Saturday, December 23, 2006

my own pursuit of happyness

“This part of my story is called: Fear.”

It is 6:00 AM on a Saturday morning and I am wide-awake. Given that I am not usually wide awake until about 9:30, preferably 11:00, I am not sure what to do with myself, let alone the stirring in the pit of my stomach. I rummage around our hotel room for paper and a pen, fortunate to find two measly sheets by the phone, and slip back into my space in the middle of the king-sized bed next to my sleeping husband, pulling the heavy duvet back up over my chilled legs. He moans softly as I turn on the light by my bedside. I begin to write anyway.

It is the writing that has caused this stirring—this inability to enjoy my Saturday morning without children in a bed large enough to have its own zip code. No—perhaps it is the movie that has caused the stirring, but the stirring is about the writing. Whatever the exact source of this tension, I don’t like it—especially when I could be sleeping. Especially when I could remain comfortable. I don’t like to be stirred. Like the meals in my crockpot after a day left alone on low, too much of one thing is stuck to the bottom and too much of another has risen to the surface. Do I stir it all back into the soup, or do I start skimming off the top and avoiding the bottom?

What makes a man with a high school education, barely getting by in his sales job, think he can be a stock broker just because he could go through a math book in a week as a child? What makes a mother of two in the “heart of America” with a zoo membership and a microvan think she has anything to say that could be of relevance to anyone just because a few people told her she could write? Better yet, what makes one act on it, boldly pursuing his dream, while the other sits on the couch at the end of the day staring at her laptop, paralyzed by fear and the excuse of busyness and the mundanity of her life?

In a scene that I overlooked until this early-morning moment of epiphany, Will Smith’s character boldly pitches himself and his product to a CEO way out of his league in the CEO’s private box at a 49ers game and is shot down for his inexperience. The disappointment is clear in his eyes, in the shrug in his shoulders as he leaves later that day, bone density scanner in hand, and walks several blocks to take the bus back to his hotel room from which he is about to be evicted, rendering him homeless. What I first saw in this scene was the failure, the rejection, the disappointment. Then I saw the determination to keep going. But it wasn’t until this morning that I finally saw the big picture.

Will’s character, “Chris,” met that afternoon at the football game several young, up-and-coming businessmen eager to invest in the exploding 80’s market. His pursuit of the big fish had resulted in failure, but in the end it reeled him in a large enough net full of smaller fish to procure him the coveted 1 in 20 position at Dean Whitter, which began his climb to success and wealth. Small fish, big picture. He got it. I haven’t. Yet.

Fear of rejection and a lack of faith in the bigger picture. That is what grips my stomach this morning, robbing me of precious time spent sleeping in. That and the knowledge that I need to either act on it or stop torturing myself with just talking about it. I’m really not too busy to do this—I’m just too chicken. And so it seems, like it or not, God has reached down in his divine wisdom and stirred the pot—all the dreams stuck to the bottom and all the fears skimming the top all mixed back up in one big, delicious scoop. The decision is now mine—do I serve up a dish while it’s ready, or will I inevitably let it settle again?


Counting only the lines below that contain the word "orientation", what is the total? Give it with no other words.

_Record excerpts_.

# # # # #

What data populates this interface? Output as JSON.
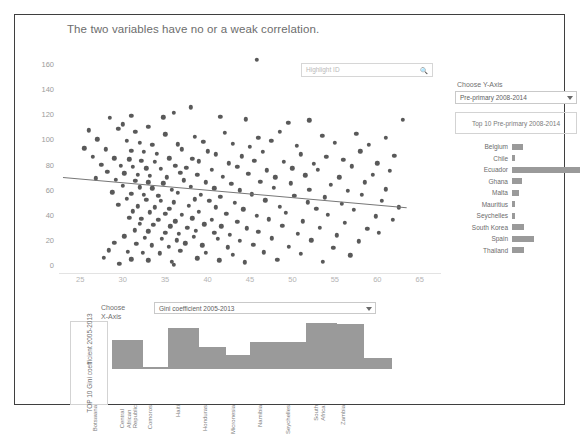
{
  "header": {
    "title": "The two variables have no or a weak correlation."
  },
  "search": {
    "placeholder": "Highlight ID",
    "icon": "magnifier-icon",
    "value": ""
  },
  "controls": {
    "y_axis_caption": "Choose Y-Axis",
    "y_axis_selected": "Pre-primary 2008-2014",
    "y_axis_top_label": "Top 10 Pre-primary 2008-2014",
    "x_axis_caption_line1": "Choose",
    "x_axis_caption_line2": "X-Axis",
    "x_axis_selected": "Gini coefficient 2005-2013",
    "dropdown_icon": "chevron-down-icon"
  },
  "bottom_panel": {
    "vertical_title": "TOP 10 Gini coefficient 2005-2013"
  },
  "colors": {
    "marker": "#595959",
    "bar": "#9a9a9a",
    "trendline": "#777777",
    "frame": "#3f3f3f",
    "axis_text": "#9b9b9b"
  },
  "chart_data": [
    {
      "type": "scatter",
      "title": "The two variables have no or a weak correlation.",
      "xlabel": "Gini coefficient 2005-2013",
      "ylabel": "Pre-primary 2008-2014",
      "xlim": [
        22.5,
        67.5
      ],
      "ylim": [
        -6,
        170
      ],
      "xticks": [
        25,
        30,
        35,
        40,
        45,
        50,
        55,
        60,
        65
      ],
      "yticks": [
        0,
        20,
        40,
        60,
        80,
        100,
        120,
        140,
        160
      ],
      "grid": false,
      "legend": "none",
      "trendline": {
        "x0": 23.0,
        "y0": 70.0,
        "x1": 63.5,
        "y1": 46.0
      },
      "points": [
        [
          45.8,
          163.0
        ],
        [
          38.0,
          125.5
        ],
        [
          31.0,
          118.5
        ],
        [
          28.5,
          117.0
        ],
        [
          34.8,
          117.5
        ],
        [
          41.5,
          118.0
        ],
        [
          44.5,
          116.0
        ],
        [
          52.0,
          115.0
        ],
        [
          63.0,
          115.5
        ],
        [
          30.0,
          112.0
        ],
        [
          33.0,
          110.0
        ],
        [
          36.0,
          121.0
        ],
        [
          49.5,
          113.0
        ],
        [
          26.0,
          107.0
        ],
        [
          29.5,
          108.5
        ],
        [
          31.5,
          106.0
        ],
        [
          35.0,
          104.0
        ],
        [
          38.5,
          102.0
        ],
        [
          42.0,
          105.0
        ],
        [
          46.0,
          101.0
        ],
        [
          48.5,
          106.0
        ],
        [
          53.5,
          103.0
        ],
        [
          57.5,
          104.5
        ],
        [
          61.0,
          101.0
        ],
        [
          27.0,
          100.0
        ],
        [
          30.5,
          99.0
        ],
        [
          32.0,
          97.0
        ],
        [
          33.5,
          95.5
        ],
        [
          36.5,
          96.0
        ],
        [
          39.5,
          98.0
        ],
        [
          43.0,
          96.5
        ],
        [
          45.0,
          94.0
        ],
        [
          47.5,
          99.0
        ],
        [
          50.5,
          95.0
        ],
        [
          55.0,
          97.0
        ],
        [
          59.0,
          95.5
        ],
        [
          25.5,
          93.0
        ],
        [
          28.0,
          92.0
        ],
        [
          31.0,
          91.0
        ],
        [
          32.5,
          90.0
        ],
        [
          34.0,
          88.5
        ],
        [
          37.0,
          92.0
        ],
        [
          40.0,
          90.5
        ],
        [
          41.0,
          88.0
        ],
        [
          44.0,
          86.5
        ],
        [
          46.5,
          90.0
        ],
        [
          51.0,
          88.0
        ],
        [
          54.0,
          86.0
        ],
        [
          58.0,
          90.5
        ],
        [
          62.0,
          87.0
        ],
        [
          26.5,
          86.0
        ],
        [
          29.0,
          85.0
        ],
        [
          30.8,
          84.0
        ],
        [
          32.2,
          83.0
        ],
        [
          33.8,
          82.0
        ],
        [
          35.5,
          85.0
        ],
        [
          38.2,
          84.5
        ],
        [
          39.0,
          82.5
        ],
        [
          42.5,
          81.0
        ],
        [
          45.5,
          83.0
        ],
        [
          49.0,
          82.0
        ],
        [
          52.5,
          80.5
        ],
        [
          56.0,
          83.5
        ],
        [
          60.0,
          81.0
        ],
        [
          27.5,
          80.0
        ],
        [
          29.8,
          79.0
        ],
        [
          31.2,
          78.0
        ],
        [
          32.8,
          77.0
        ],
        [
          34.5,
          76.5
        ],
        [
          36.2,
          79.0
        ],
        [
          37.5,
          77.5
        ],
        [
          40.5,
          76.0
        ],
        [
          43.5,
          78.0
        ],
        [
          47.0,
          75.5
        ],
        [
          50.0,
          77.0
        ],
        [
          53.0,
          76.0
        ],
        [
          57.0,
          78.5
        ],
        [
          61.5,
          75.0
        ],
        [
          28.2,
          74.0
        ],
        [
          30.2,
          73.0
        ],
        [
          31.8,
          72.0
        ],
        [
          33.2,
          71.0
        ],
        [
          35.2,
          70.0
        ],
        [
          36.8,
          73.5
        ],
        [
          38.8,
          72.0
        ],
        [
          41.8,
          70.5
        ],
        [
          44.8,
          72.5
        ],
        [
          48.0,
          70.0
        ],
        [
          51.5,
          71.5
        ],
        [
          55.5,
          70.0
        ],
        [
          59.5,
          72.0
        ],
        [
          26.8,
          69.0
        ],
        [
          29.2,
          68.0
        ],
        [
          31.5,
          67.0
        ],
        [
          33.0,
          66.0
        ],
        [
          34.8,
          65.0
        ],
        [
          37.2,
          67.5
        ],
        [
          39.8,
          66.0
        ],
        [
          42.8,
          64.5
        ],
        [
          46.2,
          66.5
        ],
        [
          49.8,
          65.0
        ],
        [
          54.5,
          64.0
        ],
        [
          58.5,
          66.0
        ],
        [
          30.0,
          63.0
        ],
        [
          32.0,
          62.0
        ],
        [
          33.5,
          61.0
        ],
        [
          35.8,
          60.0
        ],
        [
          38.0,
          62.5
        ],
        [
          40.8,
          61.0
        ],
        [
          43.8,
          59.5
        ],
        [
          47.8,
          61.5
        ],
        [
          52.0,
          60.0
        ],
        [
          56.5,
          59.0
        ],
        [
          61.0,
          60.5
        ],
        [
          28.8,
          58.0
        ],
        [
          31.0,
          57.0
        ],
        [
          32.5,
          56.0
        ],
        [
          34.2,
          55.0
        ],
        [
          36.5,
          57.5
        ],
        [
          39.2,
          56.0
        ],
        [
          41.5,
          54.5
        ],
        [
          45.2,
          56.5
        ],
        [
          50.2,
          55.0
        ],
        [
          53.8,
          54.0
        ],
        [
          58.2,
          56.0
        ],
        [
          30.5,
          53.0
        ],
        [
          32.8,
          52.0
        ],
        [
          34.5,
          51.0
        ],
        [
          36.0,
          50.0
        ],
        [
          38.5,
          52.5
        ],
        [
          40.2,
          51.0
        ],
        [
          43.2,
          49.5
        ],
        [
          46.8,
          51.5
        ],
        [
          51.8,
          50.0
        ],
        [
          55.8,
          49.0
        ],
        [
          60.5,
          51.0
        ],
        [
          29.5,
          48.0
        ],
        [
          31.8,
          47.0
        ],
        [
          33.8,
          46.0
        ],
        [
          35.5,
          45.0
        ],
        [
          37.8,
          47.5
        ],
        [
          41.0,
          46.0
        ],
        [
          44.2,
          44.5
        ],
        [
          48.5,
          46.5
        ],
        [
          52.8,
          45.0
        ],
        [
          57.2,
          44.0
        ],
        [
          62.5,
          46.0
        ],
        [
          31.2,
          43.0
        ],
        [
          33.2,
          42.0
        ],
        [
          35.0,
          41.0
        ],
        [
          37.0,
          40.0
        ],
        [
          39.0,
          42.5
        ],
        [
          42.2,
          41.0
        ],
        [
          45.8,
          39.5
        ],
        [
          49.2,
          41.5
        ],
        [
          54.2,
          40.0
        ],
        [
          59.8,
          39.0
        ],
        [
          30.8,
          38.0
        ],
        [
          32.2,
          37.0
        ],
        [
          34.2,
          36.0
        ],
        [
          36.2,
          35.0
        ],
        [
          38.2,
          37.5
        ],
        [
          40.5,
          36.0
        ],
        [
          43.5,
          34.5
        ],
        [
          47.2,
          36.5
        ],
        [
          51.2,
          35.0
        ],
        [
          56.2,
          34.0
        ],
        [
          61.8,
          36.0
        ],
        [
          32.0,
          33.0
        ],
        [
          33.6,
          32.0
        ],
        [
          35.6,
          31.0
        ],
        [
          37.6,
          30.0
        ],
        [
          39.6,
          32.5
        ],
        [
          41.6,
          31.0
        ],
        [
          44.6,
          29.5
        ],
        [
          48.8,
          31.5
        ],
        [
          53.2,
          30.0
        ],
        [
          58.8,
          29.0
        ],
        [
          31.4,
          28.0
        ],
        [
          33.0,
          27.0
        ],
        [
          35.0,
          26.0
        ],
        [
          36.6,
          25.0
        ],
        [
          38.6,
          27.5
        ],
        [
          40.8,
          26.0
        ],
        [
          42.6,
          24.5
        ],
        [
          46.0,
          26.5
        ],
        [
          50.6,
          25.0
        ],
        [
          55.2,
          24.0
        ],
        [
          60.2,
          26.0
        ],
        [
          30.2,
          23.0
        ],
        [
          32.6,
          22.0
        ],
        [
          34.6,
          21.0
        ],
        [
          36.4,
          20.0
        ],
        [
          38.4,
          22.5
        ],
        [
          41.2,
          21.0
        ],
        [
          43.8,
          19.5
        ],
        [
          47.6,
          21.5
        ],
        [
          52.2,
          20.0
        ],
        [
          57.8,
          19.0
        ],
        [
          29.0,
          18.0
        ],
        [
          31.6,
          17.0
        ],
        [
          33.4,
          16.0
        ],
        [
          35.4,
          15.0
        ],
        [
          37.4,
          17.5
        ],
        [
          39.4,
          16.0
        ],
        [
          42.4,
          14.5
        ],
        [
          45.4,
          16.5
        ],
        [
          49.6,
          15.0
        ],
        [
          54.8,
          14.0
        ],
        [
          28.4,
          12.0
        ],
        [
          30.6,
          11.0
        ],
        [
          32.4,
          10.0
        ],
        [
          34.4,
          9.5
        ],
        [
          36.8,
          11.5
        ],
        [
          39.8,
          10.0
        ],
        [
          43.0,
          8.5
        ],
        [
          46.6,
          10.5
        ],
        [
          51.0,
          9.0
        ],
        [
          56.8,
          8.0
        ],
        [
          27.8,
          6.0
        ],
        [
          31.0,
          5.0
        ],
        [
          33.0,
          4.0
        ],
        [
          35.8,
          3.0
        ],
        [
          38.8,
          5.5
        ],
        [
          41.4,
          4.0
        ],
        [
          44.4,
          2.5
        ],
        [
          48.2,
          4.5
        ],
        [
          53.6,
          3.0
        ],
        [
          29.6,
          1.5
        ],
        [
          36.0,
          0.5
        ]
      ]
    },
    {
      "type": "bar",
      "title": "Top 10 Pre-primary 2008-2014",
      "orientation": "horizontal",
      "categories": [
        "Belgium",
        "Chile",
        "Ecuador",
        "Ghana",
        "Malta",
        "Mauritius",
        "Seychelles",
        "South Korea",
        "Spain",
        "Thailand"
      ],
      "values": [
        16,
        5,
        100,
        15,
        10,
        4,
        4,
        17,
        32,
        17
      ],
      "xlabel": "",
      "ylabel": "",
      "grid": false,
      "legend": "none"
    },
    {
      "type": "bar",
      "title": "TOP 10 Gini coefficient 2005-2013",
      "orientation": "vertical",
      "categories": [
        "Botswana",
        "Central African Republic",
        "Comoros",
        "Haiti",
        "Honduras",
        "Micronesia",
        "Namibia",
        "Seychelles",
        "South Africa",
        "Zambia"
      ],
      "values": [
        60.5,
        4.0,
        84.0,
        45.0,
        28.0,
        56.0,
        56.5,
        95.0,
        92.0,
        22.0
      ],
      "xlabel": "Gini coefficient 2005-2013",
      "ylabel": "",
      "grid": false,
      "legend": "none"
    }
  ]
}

# # # # #

_Task result_. 2